We are likely paying Kiswe for the streaming infrastructure. At minimum, the deal is set up as a revenue split, and Kiswe likely gets 50% or more of any revenue generated.
The revenue and subscriber projections cited above are fantasy land. Total fiction. Think about it this way:
Wyoming’s official YouTube channel has about 6,000 subscribers. That’s for a FREE service available on any device known to man. No, it doesn’t show live games so it is not apples to apples. But it is a good indicator of how many “die hard” fans are out there who want regular video content.
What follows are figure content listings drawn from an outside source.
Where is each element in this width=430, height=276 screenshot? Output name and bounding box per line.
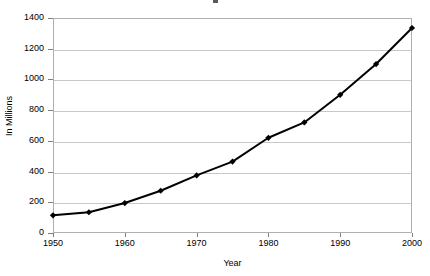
- y-tick-label: 1200: [4, 44, 44, 53]
- y-tick-mark: [48, 141, 53, 142]
- x-tick-label: 1970: [177, 238, 217, 248]
- x-axis-title: Year: [53, 258, 412, 268]
- x-tick-mark: [268, 233, 269, 237]
- x-tick-mark: [412, 233, 413, 237]
- x-tick-label: 1960: [105, 238, 145, 248]
- y-tick-mark: [48, 79, 53, 80]
- x-tick-mark: [197, 233, 198, 237]
- y-tick-mark: [48, 172, 53, 173]
- data-point-marker: [50, 212, 56, 218]
- x-tick-label: 1950: [33, 238, 73, 248]
- y-tick-label: 1000: [4, 74, 44, 83]
- y-tick-mark: [48, 18, 53, 19]
- y-tick-mark: [48, 110, 53, 111]
- y-tick-label: 0: [4, 228, 44, 237]
- series-line: [53, 28, 412, 215]
- x-tick-mark: [340, 233, 341, 237]
- x-tick-label: 1980: [248, 238, 288, 248]
- data-point-marker: [194, 172, 200, 178]
- data-point-marker: [122, 200, 128, 206]
- y-tick-label: 1400: [4, 13, 44, 22]
- y-tick-label: 200: [4, 197, 44, 206]
- y-tick-mark: [48, 202, 53, 203]
- y-tick-mark: [48, 49, 53, 50]
- data-series-line: [53, 18, 412, 233]
- x-tick-mark: [125, 233, 126, 237]
- data-point-marker: [86, 209, 92, 215]
- y-axis-title-label: In Millions: [4, 96, 14, 136]
- x-tick-mark: [53, 233, 54, 237]
- y-tick-label: 400: [4, 167, 44, 176]
- x-tick-label: 1990: [320, 238, 360, 248]
- cropped-title-artifact: [213, 0, 218, 3]
- data-point-marker: [158, 188, 164, 194]
- y-tick-label: 600: [4, 136, 44, 145]
- line-chart: In Millions Year 02004006008001000120014…: [0, 0, 430, 276]
- x-tick-label: 2000: [392, 238, 430, 248]
- y-tick-label: 800: [4, 105, 44, 114]
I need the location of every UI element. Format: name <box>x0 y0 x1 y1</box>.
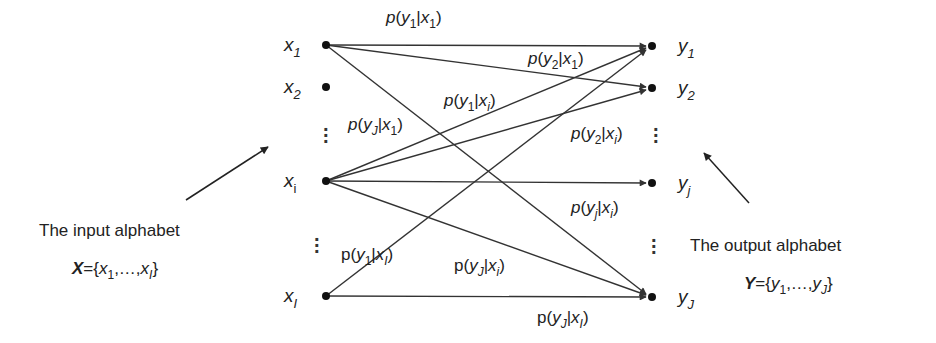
edge-xi-yj <box>326 181 646 183</box>
edge-label-p-yJ-xI: p(yJ|xI) <box>537 309 589 330</box>
label-yJ-base: y <box>678 286 688 307</box>
input-ellipsis-lower: ··· <box>314 236 320 254</box>
label-xI: xI <box>284 286 297 310</box>
label-yj-base: y <box>678 172 688 193</box>
label-y1-base: y <box>678 35 688 56</box>
label-x2: x2 <box>284 77 301 101</box>
label-y1-sub: 1 <box>688 46 695 61</box>
edge-label-p-y1-x1: p(y1|x1) <box>386 9 442 30</box>
label-yJ-sub: J <box>688 297 695 312</box>
edge-x1-y1 <box>326 45 646 46</box>
node-yJ <box>648 293 656 301</box>
output-ellipsis-upper: ··· <box>653 126 659 144</box>
label-yj-sub: j <box>688 183 691 198</box>
edge-label-p-y1-xI: p(y1|xI) <box>341 246 393 267</box>
edge-xi-y1 <box>326 48 646 181</box>
node-x2 <box>322 83 330 91</box>
input-alphabet-arrow <box>186 147 268 200</box>
node-x1 <box>322 41 330 49</box>
label-y2: y2 <box>678 78 695 102</box>
edge-label-p-yj-xi: p(yj|xi) <box>571 199 619 220</box>
input-ellipsis-upper: ··· <box>323 126 329 144</box>
output-alphabet-arrow <box>704 153 749 203</box>
output-alphabet-caption: The output alphabet <box>690 236 841 256</box>
edge-label-p-y2-x1: p(y2|x1) <box>528 50 584 71</box>
node-y2 <box>648 84 656 92</box>
output-alphabet-set: Y={y1,…,yJ} <box>744 274 833 297</box>
edge-label-p-yJ-x1: p(yJ|x1) <box>348 116 403 137</box>
label-y2-sub: 2 <box>688 88 695 103</box>
input-alphabet-set: X={x1,…,xI} <box>72 259 158 282</box>
edge-xI-yJ <box>326 296 646 297</box>
node-xI <box>322 292 330 300</box>
node-yj <box>648 179 656 187</box>
label-x1: x1 <box>284 35 301 59</box>
label-yj: yj <box>678 173 690 197</box>
label-x1-base: x <box>284 34 294 55</box>
label-yJ: yJ <box>678 287 694 311</box>
edge-x1-y2 <box>326 45 646 87</box>
node-y1 <box>648 42 656 50</box>
label-y2-base: y <box>678 77 688 98</box>
input-alphabet-caption: The input alphabet <box>39 221 180 241</box>
edge-label-p-y2-xi: p(y2|xi) <box>571 125 623 146</box>
label-x1-sub: 1 <box>294 45 301 60</box>
edge-label-p-yJ-xi: p(yJ|xi) <box>454 257 505 278</box>
label-xI-base: x <box>284 285 294 306</box>
label-y1: y1 <box>678 36 695 60</box>
node-xi <box>322 177 330 185</box>
label-xI-sub: I <box>294 296 298 311</box>
edge-label-p-y1-xi: p(y1|xi) <box>444 92 496 113</box>
label-xi: xi <box>284 171 296 195</box>
output-ellipsis-lower: ··· <box>651 237 657 255</box>
label-xi-sub: i <box>294 181 297 196</box>
label-x2-sub: 2 <box>294 87 301 102</box>
label-x2-base: x <box>284 76 294 97</box>
label-xi-base: x <box>284 170 294 191</box>
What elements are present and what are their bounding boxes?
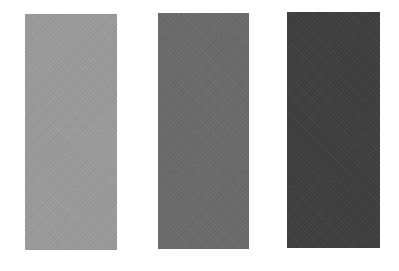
dark-gray-swatch xyxy=(287,12,380,248)
medium-gray-swatch xyxy=(158,13,249,249)
light-gray-swatch xyxy=(25,14,117,250)
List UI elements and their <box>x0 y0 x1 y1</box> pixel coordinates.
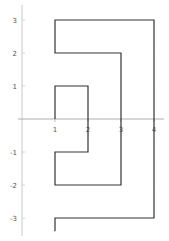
y-tick-label: 3 <box>13 17 17 25</box>
tick-labels: 1234321-1-2-3 <box>10 17 157 223</box>
y-tick-label: 2 <box>13 50 17 58</box>
y-tick-label: -1 <box>10 149 17 157</box>
x-tick-label: 1 <box>53 126 57 134</box>
plot-area: 1234321-1-2-3 <box>0 0 169 241</box>
y-tick-label: -3 <box>10 215 17 223</box>
y-tick-label: -2 <box>10 182 17 190</box>
data-line <box>55 20 154 231</box>
y-tick-label: 1 <box>13 83 17 91</box>
chart-svg: 1234321-1-2-3 <box>0 0 169 241</box>
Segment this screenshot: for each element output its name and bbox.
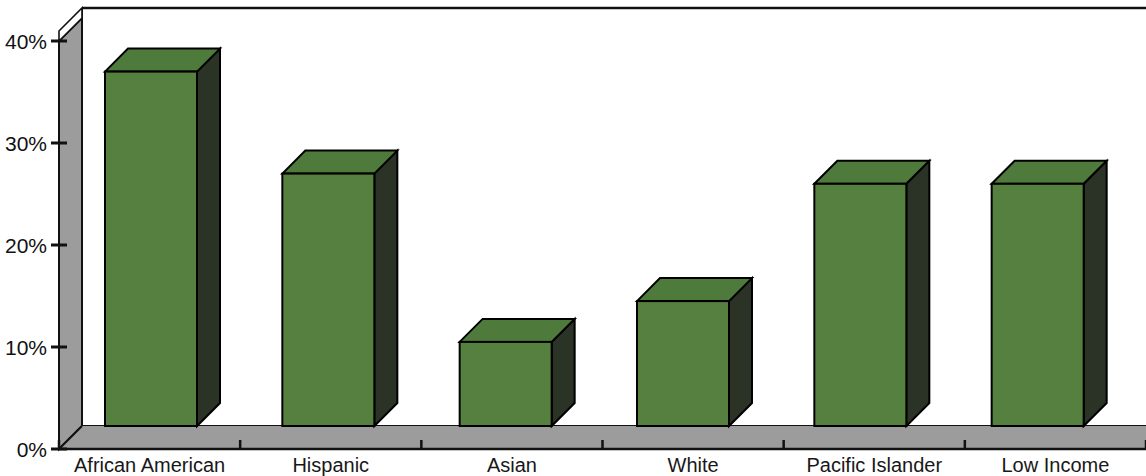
bar-side-face: [374, 151, 397, 426]
bar-chart-3d: 0%10%20%30%40% African AmericanHispanicA…: [0, 0, 1146, 476]
left-side-wall: [59, 8, 82, 449]
x-axis-category-label: White: [668, 454, 719, 476]
bar-column: [105, 49, 220, 426]
bar-front-face: [637, 301, 729, 426]
bar-front-face: [814, 184, 906, 426]
bar-side-face: [729, 278, 752, 426]
y-axis-tick-label: 10%: [5, 336, 47, 359]
x-axis-category-label: Pacific Islander: [806, 454, 942, 476]
x-axis-category-label: Low Income: [1001, 454, 1109, 476]
y-axis-tick-label: 0%: [17, 438, 47, 461]
y-axis-ticks: 0%10%20%30%40%: [5, 30, 67, 461]
x-axis-labels: African AmericanHispanicAsianWhitePacifi…: [74, 454, 1109, 476]
bar-column: [637, 278, 752, 426]
x-axis-category-label: Asian: [487, 454, 537, 476]
chart-canvas: 0%10%20%30%40% African AmericanHispanicA…: [0, 0, 1146, 476]
bar-side-face: [197, 49, 220, 426]
plot-area: [82, 8, 1146, 426]
bar-front-face: [282, 174, 374, 426]
bar-front-face: [460, 342, 552, 426]
bar-column: [460, 319, 575, 426]
y-axis-tick-label: 30%: [5, 132, 47, 155]
x-axis-category-label: Hispanic: [292, 454, 369, 476]
back-wall-plane: [82, 8, 1146, 426]
left-wall-face: [59, 18, 82, 449]
y-axis-tick-label: 20%: [5, 234, 47, 257]
bar-column: [992, 161, 1107, 426]
bar-column: [282, 151, 397, 426]
bar-front-face: [105, 72, 197, 426]
bar-front-face: [992, 184, 1084, 426]
bar-column: [814, 161, 929, 426]
bar-side-face: [1084, 161, 1107, 426]
x-axis-category-label: African American: [74, 454, 225, 476]
y-axis-tick-label: 40%: [5, 30, 47, 53]
bar-side-face: [906, 161, 929, 426]
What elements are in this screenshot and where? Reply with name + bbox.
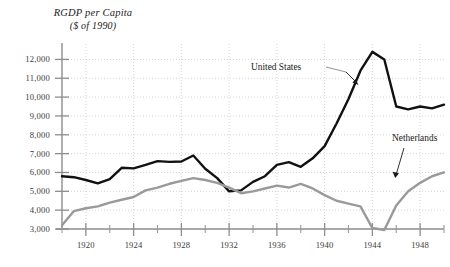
us-annotation-label: United States xyxy=(251,62,302,72)
y-tick-label: 6,000 xyxy=(30,167,50,177)
x-tick-label: 1936 xyxy=(268,240,286,250)
y-tick-label: 3,000 xyxy=(30,224,50,234)
y-tick-label: 9,000 xyxy=(30,111,50,121)
chart-figure: RGDP per Capita ($ of 1990) 3,0004,0005,… xyxy=(0,0,450,267)
y-tick-label: 10,000 xyxy=(25,92,50,102)
chart-canvas: 3,0004,0005,0006,0007,0008,0009,00010,00… xyxy=(0,0,450,267)
nl-arrow-shaft xyxy=(396,148,404,175)
x-tick-label: 1932 xyxy=(220,240,238,250)
x-tick-label: 1944 xyxy=(363,240,381,250)
y-tick-label: 8,000 xyxy=(30,130,50,140)
y-tick-label: 5,000 xyxy=(30,186,50,196)
nl-annotation-label: Netherlands xyxy=(392,133,438,143)
y-tick-label: 7,000 xyxy=(30,149,50,159)
series-line-united-states xyxy=(62,52,444,191)
x-tick-label: 1940 xyxy=(316,240,334,250)
x-tick-label: 1948 xyxy=(411,240,429,250)
x-tick-label: 1924 xyxy=(125,240,143,250)
annotation-layer: United States Netherlands xyxy=(251,62,438,178)
y-tick-label: 11,000 xyxy=(25,73,50,83)
y-tick-label: 4,000 xyxy=(30,205,50,215)
y-tick-label: 12,000 xyxy=(25,54,50,64)
x-tick-label: 1928 xyxy=(172,240,190,250)
axis-layer xyxy=(55,43,444,236)
series-layer xyxy=(62,52,444,230)
x-tick-label: 1920 xyxy=(77,240,95,250)
us-leader-line xyxy=(326,67,346,72)
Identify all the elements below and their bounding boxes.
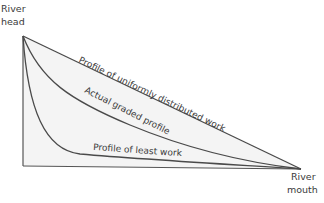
river-profile-diagram: River head River mouth Profile of unifor…	[0, 0, 324, 203]
river-mouth-label-line2: mouth	[287, 184, 318, 195]
river-mouth-label: River	[291, 171, 316, 182]
river-head-label: River	[1, 3, 26, 14]
river-head-label-line2: head	[1, 16, 25, 27]
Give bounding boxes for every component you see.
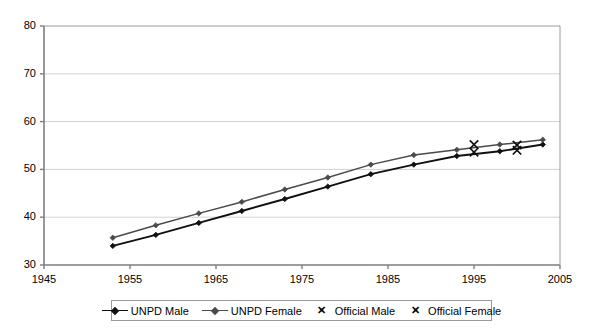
legend-item-unpd-male[interactable]: UNPD Male [102, 305, 189, 317]
legend-label: UNPD Male [131, 305, 189, 317]
x-marker-icon: ✕ [408, 305, 422, 316]
x-tick-label-1955: 1955 [105, 273, 155, 285]
plot-background [44, 26, 560, 265]
y-tick-label-40: 40 [6, 210, 36, 222]
legend-label: Official Male [335, 305, 395, 317]
line-marker-icon [202, 305, 228, 316]
y-tick-label-50: 50 [6, 162, 36, 174]
legend-label: Official Female [428, 305, 501, 317]
x-marker-icon: ✕ [315, 305, 329, 316]
x-tick-label-1975: 1975 [277, 273, 327, 285]
legend-item-official-female[interactable]: ✕Official Female [408, 305, 501, 317]
x-tick-label-2005: 2005 [535, 273, 585, 285]
legend-item-unpd-female[interactable]: UNPD Female [202, 305, 302, 317]
legend-label: UNPD Female [231, 305, 302, 317]
line-chart: 304050607080 194519551965197519851995200… [0, 0, 605, 335]
legend-item-official-male[interactable]: ✕Official Male [315, 305, 395, 317]
x-tick-label-1945: 1945 [19, 273, 69, 285]
y-tick-label-70: 70 [6, 67, 36, 79]
y-tick-label-80: 80 [6, 19, 36, 31]
line-marker-icon [102, 305, 128, 316]
y-tick-label-60: 60 [6, 115, 36, 127]
x-tick-label-1995: 1995 [449, 273, 499, 285]
x-tick-label-1965: 1965 [191, 273, 241, 285]
chart-legend: UNPD MaleUNPD Female✕Official Male✕Offic… [111, 300, 492, 321]
x-tick-label-1985: 1985 [363, 273, 413, 285]
y-tick-label-30: 30 [6, 258, 36, 270]
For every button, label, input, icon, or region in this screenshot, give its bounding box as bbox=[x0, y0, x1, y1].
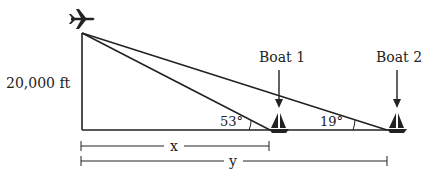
altitude-label: 20,000 ft bbox=[6, 75, 71, 91]
angle-arc-53 bbox=[249, 120, 251, 130]
boat-2-label: Boat 2 bbox=[376, 49, 422, 65]
arrow-down-icon bbox=[275, 70, 283, 108]
sailboat-icon bbox=[387, 113, 407, 133]
distance-x-label: x bbox=[170, 138, 178, 154]
sailboat-icon bbox=[269, 113, 289, 133]
distance-y-label: y bbox=[228, 153, 237, 169]
angle-arc-19 bbox=[353, 120, 355, 130]
boat-1-label: Boat 1 bbox=[259, 49, 305, 65]
angle-label-53: 53° bbox=[220, 114, 243, 129]
angle-label-19: 19° bbox=[320, 114, 343, 129]
trig-diagram: 53° 19° 20,000 ft Boat 1 Boat 2 x y bbox=[0, 0, 429, 183]
airplane-icon bbox=[69, 9, 95, 29]
arrow-down-icon bbox=[393, 70, 401, 108]
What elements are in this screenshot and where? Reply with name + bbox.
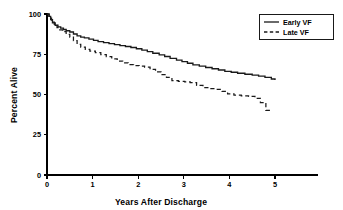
x-axis-ticks: 012345 xyxy=(45,175,277,189)
x-tick-label: 3 xyxy=(182,180,186,189)
x-tick-label: 2 xyxy=(136,180,140,189)
y-axis-title: Percent Alive xyxy=(9,67,19,123)
x-axis-title: Years After Discharge xyxy=(115,197,207,207)
y-tick-label: 100 xyxy=(29,10,41,19)
data-series xyxy=(47,14,275,111)
x-tick-label: 5 xyxy=(273,180,277,189)
y-tick-label: 0 xyxy=(37,171,41,180)
legend-label-early-vf: Early VF xyxy=(283,18,312,27)
y-tick-label: 25 xyxy=(33,130,41,139)
series-line-late-vf xyxy=(47,14,272,111)
x-tick-label: 0 xyxy=(45,180,49,189)
x-tick-label: 4 xyxy=(227,180,232,189)
y-tick-label: 50 xyxy=(33,90,41,99)
chart-canvas: 0255075100 012345 Percent Alive Years Af… xyxy=(0,0,343,210)
x-tick-label: 1 xyxy=(91,180,95,189)
y-tick-label: 75 xyxy=(33,50,41,59)
legend-label-late-vf: Late VF xyxy=(283,28,310,37)
survival-curve-figure: 0255075100 012345 Percent Alive Years Af… xyxy=(0,0,343,210)
y-axis-ticks: 0255075100 xyxy=(29,10,47,180)
legend: Early VF Late VF xyxy=(259,14,333,39)
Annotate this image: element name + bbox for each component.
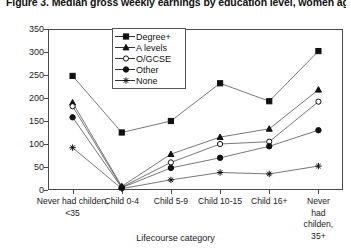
data-point	[70, 73, 75, 78]
data-point	[217, 169, 223, 175]
data-point	[315, 87, 321, 93]
legend-label: A levels	[135, 43, 167, 53]
legend-item: None	[115, 75, 182, 86]
series-line	[73, 148, 319, 189]
legend-marker-icon	[115, 75, 135, 86]
legend-marker	[123, 67, 128, 72]
data-point	[217, 155, 222, 160]
legend-label: Degree+	[135, 32, 171, 42]
legend-marker-icon	[115, 42, 135, 53]
chart-legend: Degree+A levelsO/GCSEOtherNone	[112, 28, 186, 89]
data-point	[267, 99, 272, 104]
data-point	[70, 104, 75, 109]
data-point	[267, 144, 272, 149]
series-line	[73, 117, 319, 187]
legend-item: O/GCSE	[115, 53, 182, 64]
data-point	[168, 177, 174, 183]
legend-marker	[123, 77, 129, 83]
data-point	[217, 81, 222, 86]
data-point	[217, 141, 222, 146]
data-point	[315, 163, 321, 169]
data-point	[69, 144, 75, 150]
data-point	[316, 99, 321, 104]
data-point	[316, 48, 321, 53]
data-point	[266, 171, 272, 177]
legend-label: None	[135, 76, 158, 86]
series-line	[73, 102, 319, 188]
legend-label: Other	[135, 65, 159, 75]
legend-item: Other	[115, 64, 182, 75]
legend-marker	[123, 56, 128, 61]
data-point	[168, 118, 173, 123]
legend-marker-icon	[115, 31, 135, 42]
data-point	[119, 130, 124, 135]
data-point	[316, 128, 321, 133]
data-point	[119, 185, 125, 191]
series-lines	[73, 51, 319, 189]
legend-marker-icon	[115, 53, 135, 64]
legend-item: A levels	[115, 42, 182, 53]
data-point	[168, 160, 173, 165]
legend-marker	[123, 44, 129, 50]
legend-label: O/GCSE	[135, 54, 171, 64]
legend-item: Degree+	[115, 31, 182, 42]
data-point	[168, 165, 173, 170]
x-axis-label: Lifecourse category	[0, 233, 351, 243]
chart-figure: Figure 3. Median gross weekly earnings b…	[0, 0, 351, 249]
series-line	[73, 51, 319, 132]
legend-marker-icon	[115, 64, 135, 75]
data-point	[70, 115, 75, 120]
legend-marker	[123, 34, 128, 39]
data-point	[266, 126, 272, 132]
series-markers	[69, 48, 321, 191]
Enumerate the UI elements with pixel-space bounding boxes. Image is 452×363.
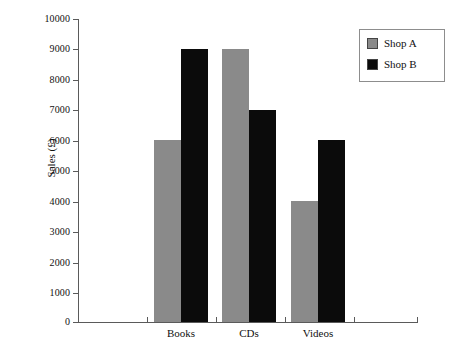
y-tick-label-9000-wrap: 9000: [16, 44, 70, 54]
y-tick-label-6000: 6000: [24, 136, 70, 146]
bar-shop-a-books: [154, 140, 181, 322]
y-tick-label-8000: 8000: [24, 75, 70, 85]
bar-shop-b-books: [181, 49, 208, 322]
x-tick-1: [216, 317, 217, 323]
bar-shop-a-videos: [291, 201, 318, 322]
y-tick-label-0: 0: [24, 317, 70, 327]
legend-item-shop-a: Shop A: [367, 36, 417, 50]
y-axis-line: [78, 19, 79, 323]
legend: Shop A Shop B: [359, 29, 445, 82]
y-tick-label-9000: 9000: [24, 44, 70, 54]
legend-item-shop-b: Shop B: [367, 57, 417, 71]
x-tick-3: [354, 317, 355, 323]
y-tick-label-5000-wrap: 5000: [16, 166, 70, 176]
y-tick-label-3000: 3000: [24, 227, 70, 237]
y-tick-label-2000-wrap: 2000: [16, 258, 70, 268]
y-tick-label-7000: 7000: [24, 105, 70, 115]
y-tick-label-10000: 10000: [24, 14, 70, 24]
x-tick-2: [285, 317, 286, 323]
x-tick-4: [417, 317, 418, 323]
y-tick-label-0-wrap: 0: [16, 317, 70, 327]
y-tick-label-1000-wrap: 1000: [16, 288, 70, 298]
legend-swatch-shop-a: [367, 38, 378, 49]
x-category-label-videos: Videos: [278, 327, 358, 339]
y-tick-label-2000: 2000: [24, 258, 70, 268]
y-tick-label-1000: 1000: [24, 288, 70, 298]
legend-swatch-shop-b: [367, 59, 378, 70]
bar-shop-b-cds: [249, 110, 276, 322]
y-tick-label-4000-wrap: 4000: [16, 197, 70, 207]
bar-chart: Sales (£) 10000 9000 8000 7000 6000 5000…: [0, 0, 452, 363]
legend-label-shop-b: Shop B: [384, 58, 417, 70]
y-tick-label-4000: 4000: [24, 197, 70, 207]
y-tick-label-7000-wrap: 7000: [16, 105, 70, 115]
y-tick-label-8000-wrap: 8000: [16, 75, 70, 85]
y-tick-label-6000-wrap: 6000: [16, 136, 70, 146]
x-axis-line: [78, 322, 418, 323]
legend-label-shop-a: Shop A: [384, 37, 417, 49]
y-tick-label-10000-wrap: 10000: [16, 14, 70, 24]
bar-shop-b-videos: [318, 140, 345, 322]
y-tick-label-3000-wrap: 3000: [16, 227, 70, 237]
x-tick-0: [147, 317, 148, 323]
y-tick-label-5000: 5000: [24, 166, 70, 176]
x-category-label-cds: CDs: [209, 327, 289, 339]
y-axis-title: Sales (£): [45, 123, 57, 193]
bar-shop-a-cds: [222, 49, 249, 322]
The total subscriber base to the MW product, by my math, will be 50,000 on the high end. This is how I get there: the average viewership for a MW football game on FS1 last year was about 120,000 to 300,000 viewers. Remove the premium for many of those games featuring programs that are leaving, and I think it’s safe to call the average tv audience about 100,000 to 200,000 viewers. Industry standard for streaming DTC conversion is about 15% to 20% of the typical cable audience. Looking at this through the most optimistic lense, if the MW captures 20% of 200,000, they would have about 40,000 “die hard” fans who will likely pay to watch non-linear games. And because I want to be as generous as possible, I am going to plus this number up to 50,000 to capture some opposing team fans, etc.
If the MW product as whole has 50,000 subscribers, what portion of that are Wyoming-specific? Somewhere between 5,000 and 10,000 is my guess. Let’s call it 7,500.
7,500 * $60 in annual revenue is $450,000. Please note there is NO WAY we keep 7,500 subscribers year round. Of course, no one is going to be a subscriber to this service in the summer. So let’s reduce this number by 1/3 just to be safe. This gives us about $300,000 in annual revenue.
But! Kiswe needs their chunk of the 50/50, so now we’re down to about $150,000 in likely annual revenue. And we still haven’t paid any of our own production costs for these games. Granted, we are incurring those costs now and seeing no revenue, so this does represent some improvement.
But here is the kicker… almost no one subscribes to a streaming product for “free.” To convert a customer to a paid service requires marketing dollars. It’s just a fact of life.
Being added as a “channel” on Amazon? That’s not free. Amazon typically charges a “bounty” of $20ish per subscriber. Rule of thumb acquisition costs for streaming customers runs as high as $50/user.
What portion of acquisition costs will be funded by the individual schools versus the conference? We have no idea. What does Kiswe’s deal with the MW look like? No idea. What does Kiswe’s deal with Amazon look like? No idea.
Through my day job, I spend many millions in online digital marketing, especially through OTT channels like YouTubeTV. I know and talk to people in this industry every day. I’m not making these numbers up. These are educated guesses based on input from people who work around this stuff.
Wyoming will return almost no net revenue from this streaming arrangement. I say “almost no” because there is a potential to make a little. Call it $100,000 or so if we really shoot the moon. But for immaterial money like that I would argue we should have simply put the games on YouTube and built a channel that way. We would have better penetration, wider availability, and access to the largest platform on Earth.